The artistic solidity on which Richard Goode made his name has given way to encroaching adventurousness over the years, though the limitations of that were intermittently apparent at his Philadelphia Chamber Music Society recital Tuesday at the Kimmel Center.

Pianist Richard Goode played Mozart, Beethoven, Debussy and Schumann. (STEVE RISKIND)
Pianist Richard Goode played Mozart, Beethoven, Debussy and Schumann. (STEVE RISKIND)Read more

The artistic solidity on which Richard Goode made his name has given way to encroaching adventurousness over the years, though the limitations of that were intermittently apparent at his Philadelphia Chamber Music Society recital Tuesday at the Kimmel Center.

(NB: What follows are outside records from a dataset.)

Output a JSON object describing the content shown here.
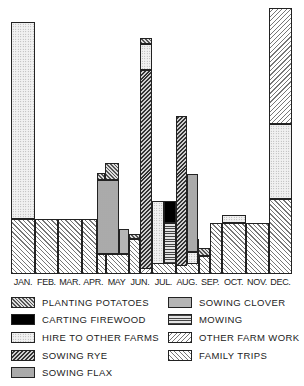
{
  "chart_data": {
    "type": "bar",
    "subtype": "stacked-overlapping",
    "title": "",
    "xlabel": "",
    "ylabel": "",
    "categories": [
      "JAN.",
      "FEB.",
      "MAR.",
      "APR.",
      "MAY",
      "JUN.",
      "JUL.",
      "AUG.",
      "SEP.",
      "OCT.",
      "NOV.",
      "DEC."
    ],
    "legend_position": "bottom",
    "grid": false,
    "units_note": "relative bar heights in pixels above baseline (axis unlabeled)",
    "ylim": [
      0,
      270
    ],
    "series": [
      {
        "name": "PLANTING POTATOES",
        "pattern": "potatoes"
      },
      {
        "name": "CARTING FIREWOOD",
        "pattern": "firewood"
      },
      {
        "name": "HIRE TO OTHER FARMS",
        "pattern": "hire"
      },
      {
        "name": "SOWING RYE",
        "pattern": "rye"
      },
      {
        "name": "SOWING FLAX",
        "pattern": "flax"
      },
      {
        "name": "SOWING CLOVER",
        "pattern": "clover"
      },
      {
        "name": "MOWING",
        "pattern": "mowing"
      },
      {
        "name": "OTHER FARM WORK",
        "pattern": "other"
      },
      {
        "name": "FAMILY TRIPS",
        "pattern": "family"
      }
    ],
    "segments": [
      {
        "month": "JAN.",
        "series": "FAMILY TRIPS",
        "x": 11,
        "w": 24,
        "y0": 0,
        "y1": 55
      },
      {
        "month": "JAN.",
        "series": "HIRE TO OTHER FARMS",
        "x": 11,
        "w": 24,
        "y0": 55,
        "y1": 252
      },
      {
        "month": "FEB.",
        "series": "FAMILY TRIPS",
        "x": 35,
        "w": 23,
        "y0": 0,
        "y1": 55
      },
      {
        "month": "MAR.",
        "series": "FAMILY TRIPS",
        "x": 58,
        "w": 24,
        "y0": 0,
        "y1": 55
      },
      {
        "month": "APR.",
        "series": "FAMILY TRIPS",
        "x": 82,
        "w": 15,
        "y0": 0,
        "y1": 55
      },
      {
        "month": "APR.",
        "series": "FAMILY TRIPS",
        "x": 97,
        "w": 9,
        "y0": 0,
        "y1": 20
      },
      {
        "month": "MAY",
        "series": "FAMILY TRIPS",
        "x": 106,
        "w": 23,
        "y0": 0,
        "y1": 20
      },
      {
        "month": "APR.",
        "series": "SOWING FLAX",
        "x": 97,
        "w": 22,
        "y0": 20,
        "y1": 94
      },
      {
        "month": "APR.",
        "series": "PLANTING POTATOES",
        "x": 97,
        "w": 8,
        "y0": 94,
        "y1": 101
      },
      {
        "month": "MAY",
        "series": "PLANTING POTATOES",
        "x": 105,
        "w": 14,
        "y0": 94,
        "y1": 111
      },
      {
        "month": "MAY",
        "series": "SOWING CLOVER",
        "x": 119,
        "w": 10,
        "y0": 20,
        "y1": 45
      },
      {
        "month": "MAY",
        "series": "FAMILY TRIPS",
        "x": 129,
        "w": 11,
        "y0": 0,
        "y1": 35
      },
      {
        "month": "MAY",
        "series": "PLANTING POTATOES",
        "x": 129,
        "w": 11,
        "y0": 35,
        "y1": 40
      },
      {
        "month": "JUN.",
        "series": "OTHER FARM WORK",
        "x": 140,
        "w": 12,
        "y0": 0,
        "y1": 55
      },
      {
        "month": "JUN.",
        "series": "SOWING RYE",
        "x": 140,
        "w": 12,
        "y0": 5,
        "y1": 204
      },
      {
        "month": "JUN.",
        "series": "HIRE TO OTHER FARMS",
        "x": 140,
        "w": 12,
        "y0": 204,
        "y1": 230
      },
      {
        "month": "JUN.",
        "series": "PLANTING POTATOES",
        "x": 140,
        "w": 12,
        "y0": 230,
        "y1": 236
      },
      {
        "month": "JUL.",
        "series": "FAMILY TRIPS",
        "x": 152,
        "w": 24,
        "y0": 0,
        "y1": 35
      },
      {
        "month": "JUL.",
        "series": "HIRE TO OTHER FARMS",
        "x": 152,
        "w": 12,
        "y0": 10,
        "y1": 73
      },
      {
        "month": "JUL.",
        "series": "MOWING",
        "x": 164,
        "w": 12,
        "y0": 10,
        "y1": 51
      },
      {
        "month": "JUL.",
        "series": "CARTING FIREWOOD",
        "x": 164,
        "w": 12,
        "y0": 51,
        "y1": 73
      },
      {
        "month": "AUG.",
        "series": "FAMILY TRIPS",
        "x": 176,
        "w": 23,
        "y0": 0,
        "y1": 35
      },
      {
        "month": "AUG.",
        "series": "SOWING RYE",
        "x": 176,
        "w": 11,
        "y0": 8,
        "y1": 158
      },
      {
        "month": "AUG.",
        "series": "SOWING FLAX",
        "x": 187,
        "w": 11,
        "y0": 22,
        "y1": 100
      },
      {
        "month": "AUG.",
        "series": "HIRE TO OTHER FARMS",
        "x": 187,
        "w": 11,
        "y0": 10,
        "y1": 22
      },
      {
        "month": "SEP.",
        "series": "PLANTING POTATOES",
        "x": 198,
        "w": 12,
        "y0": 18,
        "y1": 26
      },
      {
        "month": "SEP.",
        "series": "FAMILY TRIPS",
        "x": 199,
        "w": 11,
        "y0": 0,
        "y1": 18
      },
      {
        "month": "SEP.",
        "series": "FAMILY TRIPS",
        "x": 210,
        "w": 12,
        "y0": 0,
        "y1": 51
      },
      {
        "month": "OCT.",
        "series": "FAMILY TRIPS",
        "x": 222,
        "w": 24,
        "y0": 0,
        "y1": 51
      },
      {
        "month": "OCT.",
        "series": "HIRE TO OTHER FARMS",
        "x": 222,
        "w": 24,
        "y0": 51,
        "y1": 59
      },
      {
        "month": "NOV.",
        "series": "FAMILY TRIPS",
        "x": 246,
        "w": 23,
        "y0": 0,
        "y1": 51
      },
      {
        "month": "DEC.",
        "series": "FAMILY TRIPS",
        "x": 269,
        "w": 23,
        "y0": 0,
        "y1": 75
      },
      {
        "month": "DEC.",
        "series": "HIRE TO OTHER FARMS",
        "x": 269,
        "w": 23,
        "y0": 75,
        "y1": 150
      },
      {
        "month": "DEC.",
        "series": "OTHER FARM WORK",
        "x": 269,
        "w": 23,
        "y0": 150,
        "y1": 266
      }
    ]
  },
  "legend": {
    "left": [
      {
        "label": "PLANTING POTATOES",
        "pattern": "potatoes"
      },
      {
        "label": "CARTING FIREWOOD",
        "pattern": "firewood"
      },
      {
        "label": "HIRE TO OTHER FARMS",
        "pattern": "hire"
      },
      {
        "label": "SOWING RYE",
        "pattern": "rye"
      },
      {
        "label": "SOWING FLAX",
        "pattern": "flax"
      }
    ],
    "right": [
      {
        "label": "SOWING CLOVER",
        "pattern": "clover"
      },
      {
        "label": "MOWING",
        "pattern": "mowing"
      },
      {
        "label": "OTHER FARM WORK",
        "pattern": "other"
      },
      {
        "label": "FAMILY TRIPS",
        "pattern": "family"
      }
    ]
  }
}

The program was a typical Goode cross section: Unjustly neglected Mozart (Adagio in B minor), the core repertoire of Beethoven's Piano Sonata in F-sharp major Op. 78, ongoing explorations of Debussy, and a relatively new acquaintance with Schumann's Humoreske.

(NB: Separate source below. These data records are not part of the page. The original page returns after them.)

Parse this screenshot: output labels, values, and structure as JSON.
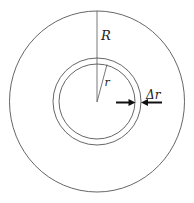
{
  "diagram": {
    "labels": {
      "big_radius": "R",
      "small_radius": "r",
      "thickness": "Δr"
    },
    "colors": {
      "stroke": "#555555",
      "arrow": "#111111",
      "text": "#222222",
      "background": "#ffffff"
    }
  }
}
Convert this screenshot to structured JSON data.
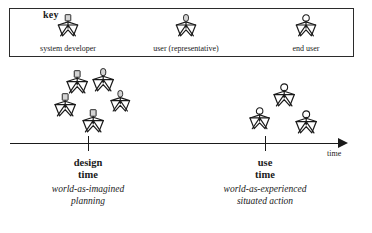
{
  "diagram": {
    "key": {
      "title": "key",
      "entries": [
        {
          "icon": "star-person-square-head-icon",
          "label": "system developer",
          "x": 68,
          "head": "square"
        },
        {
          "icon": "star-person-oval-head-icon",
          "label": "user (representative)",
          "x": 186,
          "head": "oval"
        },
        {
          "icon": "star-person-circle-head-icon",
          "label": "end user",
          "x": 306,
          "head": "circle"
        }
      ]
    },
    "axis": {
      "caption": "time",
      "ticks": [
        {
          "name": "design-time-tick",
          "x": 88
        },
        {
          "name": "use-time-tick",
          "x": 265
        }
      ]
    },
    "stages": [
      {
        "id": "design-time",
        "title_line1": "design",
        "title_line2": "time",
        "subtitle_line1": "world-as-imagined",
        "subtitle_line2": "planning",
        "x": 88
      },
      {
        "id": "use-time",
        "title_line1": "use",
        "title_line2": "time",
        "subtitle_line1": "world-as-experienced",
        "subtitle_line2": "situated action",
        "x": 265
      }
    ],
    "clusters": [
      {
        "id": "design-time-cluster",
        "figures": [
          {
            "head": "square",
            "x": 22,
            "y": 4,
            "scale": 1.0
          },
          {
            "head": "oval",
            "x": 48,
            "y": 2,
            "scale": 1.0
          },
          {
            "head": "square",
            "x": 10,
            "y": 27,
            "scale": 1.0
          },
          {
            "head": "oval",
            "x": 66,
            "y": 24,
            "scale": 0.92
          },
          {
            "head": "square",
            "x": 38,
            "y": 43,
            "scale": 1.0
          }
        ]
      },
      {
        "id": "use-time-cluster",
        "figures": [
          {
            "head": "circle",
            "x": 28,
            "y": 0,
            "scale": 1.0
          },
          {
            "head": "circle",
            "x": 4,
            "y": 24,
            "scale": 0.95
          },
          {
            "head": "circle",
            "x": 50,
            "y": 27,
            "scale": 1.0
          }
        ]
      }
    ],
    "colors": {
      "ink": "#1a1a1a",
      "head_fill": "#d4d4d4",
      "paper": "#ffffff"
    }
  }
}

Though the Beethoven seemed a little tired in this outing, Debussy's Children's Corner showed what has made Goode an eminent pianist. He brings a distinctively weighted touch to the keyboard - notes are sounded without being Germanically announced - while the music's contours are rounded and graceful but never vague, the obvious exception being "Golliwogg's Cakewalk," whose high-spirited vaudeville insists on sharper contrasts.

Goode also finds an inner logic with each piece. Though Debussy was a genteel revolutionary, Children's Corner wasn't about wondering at the strangeness of natural phenomena (as in La Mer). No, this is indoor music exploring more mundane experience with alternative logic. Generally, one might say Goode's approach was that of the great 1950s French pianists such as Jacques Fevrier, who weren't out to paint lovely exterior pictures with music, but to deal more simply with what's inside.

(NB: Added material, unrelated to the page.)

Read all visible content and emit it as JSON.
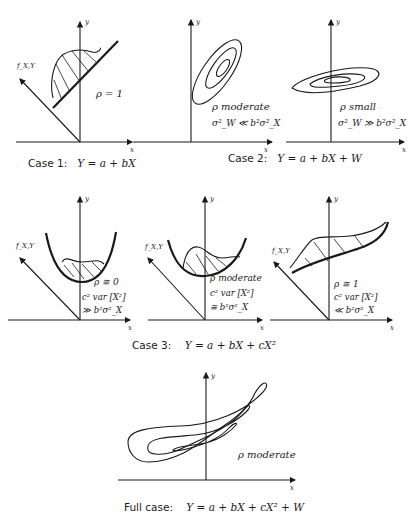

Similarly, Brahms' Klavierstucke Op. 76 turn up as flashy encore pieces, and though Goode was happy to tap the music's hearty humor and deep passion, his solid sense of classicism kept him from going too far, or beyond anything that the pianos of Brahms' time could project. Sadly, his Kimmel Center piano went increasingly out of tune - as did his sense of involvement.

Goode's performance of Schumann's Humoreske is hard to account for. The concluding minutes had the love and passion of the composer's bipolar creative personality. But the rest could be downright alienating. At the start of the piece, the music's lyricism was rendered with a detached chill. Tempos were needlessly brisk.

Schumann sometimes drives pianists to make odd decisions in the interest of overall balance - in works that sprawl no matter what anybody does. But at times, Goode was a speed demon, with tempos that made the music unintelligible with big, noisy sonorities. A few years back, the venerable Menahem Pressler said that very few true Schumann pianists are active today. On the basis of this concert, Goode is not one of them.